Thursday, August 12, 2010

Love Is Watching Someone Die

Probable - 323 words
Lindsey Thompson

The sirens called, as they always did, around noon on Wednesday, undulating between tritoned noise and a beautiful low breeze. They called forth bays and screams and yaps from the neighborhood, but this day the family noticed that Kurt made no motion to join his kin. Where once he would tilt his nimble head and throw back his ears to bid the wailing whistles to stop, he now glanced at the sky despondently, with his head tucked between his paws, and sighed in the summer sun. The mother looked with concern upon the hound’s aging body, curled in the warmth he could barely generate himself. The father wondered if the vet could ease the passing—trouble was, he was not ill exactly.

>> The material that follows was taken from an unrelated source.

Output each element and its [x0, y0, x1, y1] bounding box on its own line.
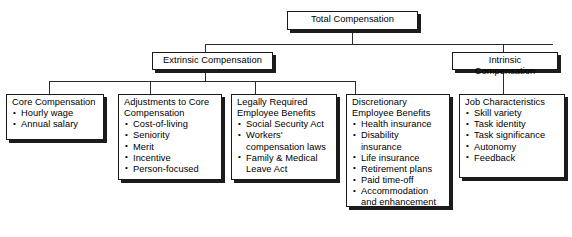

The probable cause of his depression, though up for much speculation, was unknown. Perhaps it was loneliness, that he should see his final days without the company of his companion, a terrier who had been hit by a car on a runaway journey some two months ago. Perhaps it was merely exhaustion, with years stripping his once perfected figure of its sheen and its use.

But had Kurt the tongue and language to communicate to the family, he would pose only one question, “When is Lisa coming home?” His only love, his master, had moved to Seattle, a young woman just recently married. Though she had been away at college for four and a half years, something inside Kurt knew that this place—his yard, his building, his family—was still her home. She would visit and scratch his ears just the way he liked, rub the brim of his nose—she was the only one who knew to do that. Yet, the last time she came to see him, she smelled different. She felt different. She wore new metal, smelled of a new person, like a new person. And she felt far away.

He didn’t want to die away from her.